Dr. Yiyu Shi Dr. Yiyu Shi of University of Notre Dame

Topic:

Hardware/Software Co-Design of Deep Learning Accelerators

Biography:

Dr. Yiyu Shi is currently an associate professor in the Department of Computer Science and Engineering at the University of Notre Dame, the site director of NSF I/UCRC Alternative and Sustainable Intelligent Computing, and a visiting scientist at Boston Children’s Hospital, the primary pediatric program of Harvard Medical School. His current research interests focus on hardware intelligence with biomedical applications. He has published over 200 peer reviewed papers in premier venues such as Nature research journals, including more than a dozen best papers or nominations in top conferences. He was also the recipient of IBM Invention Achievement Award, Japan Society for the Promotion of Science (JSPS) Faculty Invitation Fellowship, Humboldt Research Fellowship, IEEE St. Louis Section Outstanding Educator Award, Academy of Science (St. Louis) Innovation Award, Missouri S&T Faculty Excellence Award, NSF CAREER Award, IEEE Region 5 Outstanding Individual Achievement Award, the Air Force Summer Faculty Fellowship, IEEE Computer Society Mid-Career Research Achievement Award, and Facebook Research Award. He has served on the technical program committee of many international conferences. He is on the executive committee of ACM SIGDA, deputy editor-in-chief of IEEE VLSI CAS Newsletter, and an associate editor of various IEEE and ACM journals.

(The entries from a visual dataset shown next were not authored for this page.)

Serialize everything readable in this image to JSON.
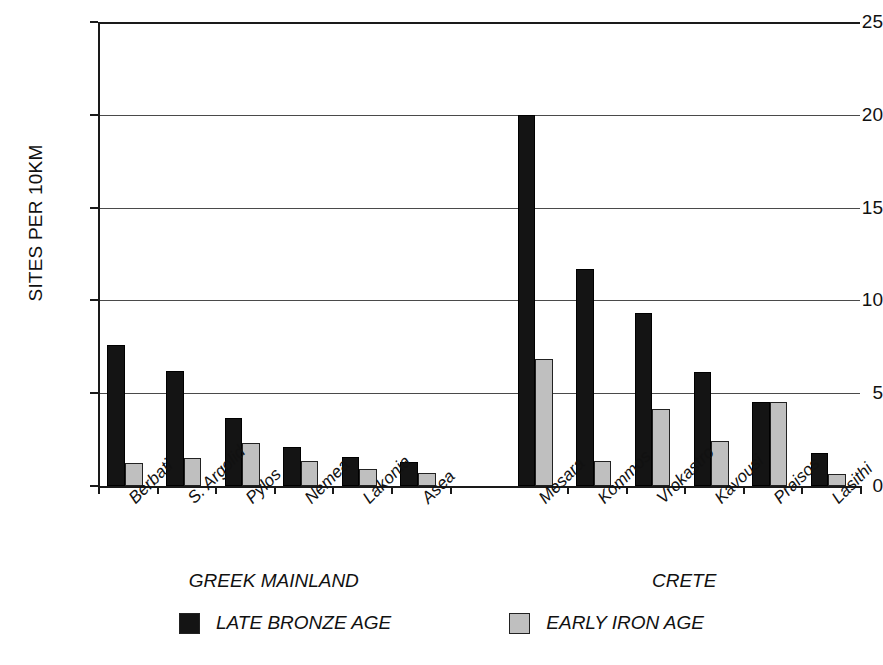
{
  "chart_data": {
    "type": "bar",
    "title": "",
    "xlabel": "",
    "ylabel": "SITES PER 10KM",
    "ylim": [
      0,
      25
    ],
    "yticks": [
      0,
      5,
      10,
      15,
      20,
      25
    ],
    "grid": true,
    "legend_position": "bottom",
    "categories": [
      "Berbati",
      "S. Argolid",
      "Pylos",
      "Nemea",
      "Lakonia",
      "Asea",
      "Mesara",
      "Kommos",
      "Vrokastro",
      "Kavousi",
      "Praisos",
      "Lasithi"
    ],
    "groups": [
      {
        "label": "GREEK MAINLAND",
        "categories": [
          "Berbati",
          "S. Argolid",
          "Pylos",
          "Nemea",
          "Lakonia",
          "Asea"
        ]
      },
      {
        "label": "CRETE",
        "categories": [
          "Mesara",
          "Kommos",
          "Vrokastro",
          "Kavousi",
          "Praisos",
          "Lasithi"
        ]
      }
    ],
    "series": [
      {
        "name": "LATE BRONZE AGE",
        "color": "#141414",
        "values": [
          7.6,
          6.2,
          3.65,
          2.1,
          1.55,
          1.3,
          20.0,
          11.7,
          9.3,
          6.15,
          4.5,
          1.8
        ]
      },
      {
        "name": "EARLY IRON AGE",
        "color": "#bfbfbf",
        "values": [
          1.25,
          1.5,
          2.3,
          1.35,
          0.9,
          0.7,
          6.85,
          1.35,
          4.15,
          2.4,
          4.5,
          0.65
        ]
      }
    ]
  },
  "legend": {
    "items": [
      {
        "label": "LATE BRONZE AGE",
        "swatch": "lba"
      },
      {
        "label": "EARLY IRON AGE",
        "swatch": "eia"
      }
    ]
  }
}
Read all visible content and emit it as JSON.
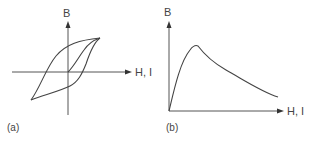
{
  "panels": [
    {
      "id": "a",
      "caption": "(a)",
      "y_axis_label": "B",
      "x_axis_label": "H, I",
      "description": "Hysteresis loop with initial magnetization curve"
    },
    {
      "id": "b",
      "caption": "(b)",
      "y_axis_label": "B",
      "x_axis_label": "H, I",
      "description": "Curve rising steeply to a peak then decaying"
    }
  ]
}
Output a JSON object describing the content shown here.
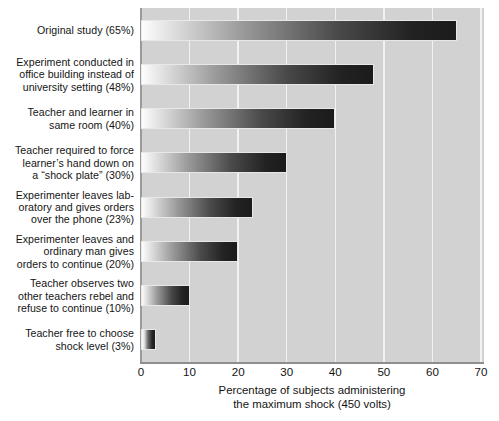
{
  "chart_data": {
    "type": "bar",
    "orientation": "horizontal",
    "title": "",
    "subtitle": "",
    "xlabel_lines": [
      "Percentage of subjects administering",
      "the maximum shock (450 volts)"
    ],
    "ylabel": "",
    "xlim": [
      0,
      70
    ],
    "xticks": [
      0,
      10,
      20,
      30,
      40,
      50,
      60,
      70
    ],
    "xtick_labels": [
      "0",
      "10",
      "20",
      "30",
      "40",
      "50",
      "60",
      "70"
    ],
    "grid": "vertical-only",
    "legend": "none",
    "categories": [
      "Original study (65%)",
      "Experiment conducted in\noffice building instead of\nuniversity setting (48%)",
      "Teacher and learner in\nsame room (40%)",
      "Teacher required to force\nlearner’s hand down on\na “shock plate” (30%)",
      "Experimenter leaves lab-\noratory and gives orders\nover the phone (23%)",
      "Experimenter leaves and\nordinary man gives\norders to continue (20%)",
      "Teacher observes two\nother teachers rebel and\nrefuse to continue (10%)",
      "Teacher free to choose\nshock level (3%)"
    ],
    "values": [
      65,
      48,
      40,
      30,
      23,
      20,
      10,
      3
    ],
    "value_labels": [
      "65%",
      "48%",
      "40%",
      "30%",
      "23%",
      "20%",
      "10%",
      "3%"
    ],
    "bar_style": {
      "fill": "horizontal-gradient",
      "gradient_from": "#fdfdfd",
      "gradient_to": "#1b1b1b",
      "outline": "#e8e8e8"
    },
    "plot_background": "#d2d2d2",
    "gridline_color": "#f2f2f2",
    "axis_color": "#8e8e8e",
    "text_color": "#141414"
  }
}
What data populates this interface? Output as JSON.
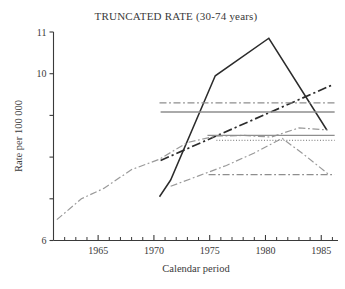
{
  "chart_data": {
    "type": "line",
    "title": "TRUNCATED RATE (30-74 years)",
    "xlabel": "Calendar period",
    "ylabel": "Rate per 100 000",
    "xlim": [
      1961,
      1986.5
    ],
    "ylim": [
      6,
      11
    ],
    "grid": false,
    "legend": "none",
    "xticks": [
      1965,
      1970,
      1975,
      1980,
      1985
    ],
    "xtick_labels": [
      "1965",
      "1970",
      "1975",
      "1980",
      "1985"
    ],
    "xminor_step": 1,
    "yticks": [
      6,
      7,
      8,
      9,
      10,
      11
    ],
    "ytick_labels": [
      "6",
      "",
      "",
      "",
      "10",
      "11"
    ],
    "series": [
      {
        "name": "observed-rate",
        "style": "solid",
        "color": "#2b2b2b",
        "width": 1.5,
        "x": [
          1970.5,
          1971.5,
          1975.5,
          1980.3,
          1985.5
        ],
        "y": [
          7.05,
          7.45,
          9.95,
          10.85,
          8.65
        ]
      },
      {
        "name": "age-cohort-fit",
        "style": "dashdot",
        "color": "#2b2b2b",
        "width": 1.7,
        "x": [
          1970.6,
          1985.9
        ],
        "y": [
          7.92,
          9.72
        ]
      },
      {
        "name": "long-term-trend",
        "style": "dashdot",
        "color": "#9a9a9a",
        "width": 1.2,
        "x": [
          1961.3,
          1963.5,
          1965.5,
          1968.0,
          1970.5,
          1973.0,
          1975.5,
          1978.0,
          1980.5,
          1983.0,
          1985.6
        ],
        "y": [
          6.5,
          7.0,
          7.25,
          7.7,
          7.95,
          8.35,
          8.5,
          8.52,
          8.48,
          8.7,
          8.65
        ]
      },
      {
        "name": "period-effect-curve",
        "style": "dashdot",
        "color": "#9a9a9a",
        "width": 1.2,
        "x": [
          1971.5,
          1974.0,
          1976.5,
          1979.0,
          1981.5,
          1983.5,
          1985.6
        ],
        "y": [
          7.3,
          7.55,
          7.8,
          8.1,
          8.45,
          8.05,
          7.6
        ]
      },
      {
        "name": "upper-reference-level",
        "style": "dashdot",
        "color": "#8e8e8e",
        "width": 1.4,
        "x": [
          1970.5,
          1986.2
        ],
        "y": [
          9.3,
          9.3
        ]
      },
      {
        "name": "mean-reference-level",
        "style": "solid",
        "color": "#8e8e8e",
        "width": 1.4,
        "x": [
          1970.6,
          1986.2
        ],
        "y": [
          9.08,
          9.08
        ]
      },
      {
        "name": "fitted-reference-level",
        "style": "solid",
        "color": "#8e8e8e",
        "width": 1.4,
        "x": [
          1974.8,
          1986.2
        ],
        "y": [
          8.52,
          8.52
        ]
      },
      {
        "name": "dotted-reference-level",
        "style": "dotted",
        "color": "#8e8e8e",
        "width": 1.1,
        "x": [
          1975.6,
          1986.2
        ],
        "y": [
          8.4,
          8.4
        ]
      },
      {
        "name": "lower-reference-level",
        "style": "dashdot",
        "color": "#8e8e8e",
        "width": 1.4,
        "x": [
          1974.9,
          1986.2
        ],
        "y": [
          7.58,
          7.58
        ]
      }
    ]
  }
}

Address:New Jersey, United States





Agenda

The prevalence of deep neural networks today is supported by a variety of powerful hardware platforms including GPUs, FPGAs, and ASICs. A fundamental question lies in almost every implementation of deep neural networks: given a specific task, what is the optimal neural architecture and the tailor-made hardware in terms of accuracy and efficiency? Earlier approaches attempted to address this question through hardware-aware neural architecture search (NAS), where features of a fixed hardware design are taken into consideration when designing neural architectures. However, we believe that the best practice is through the simultaneous design of the neural architecture and the hardware to identify the best pairs that maximize both test accuracy and hardware efficiency. In this talk, we will present novel co-exploration frameworks for neural architecture and various hardware platforms including FPGA, NoC, ASIC and Computing-in-Memory, all of which are the first in the literature. We will demonstrate that our co-exploration concept greatly opens up the design freedom and pushes forward the Pareto frontier between hardware efficiency and test accuracy for better design tradeoffs.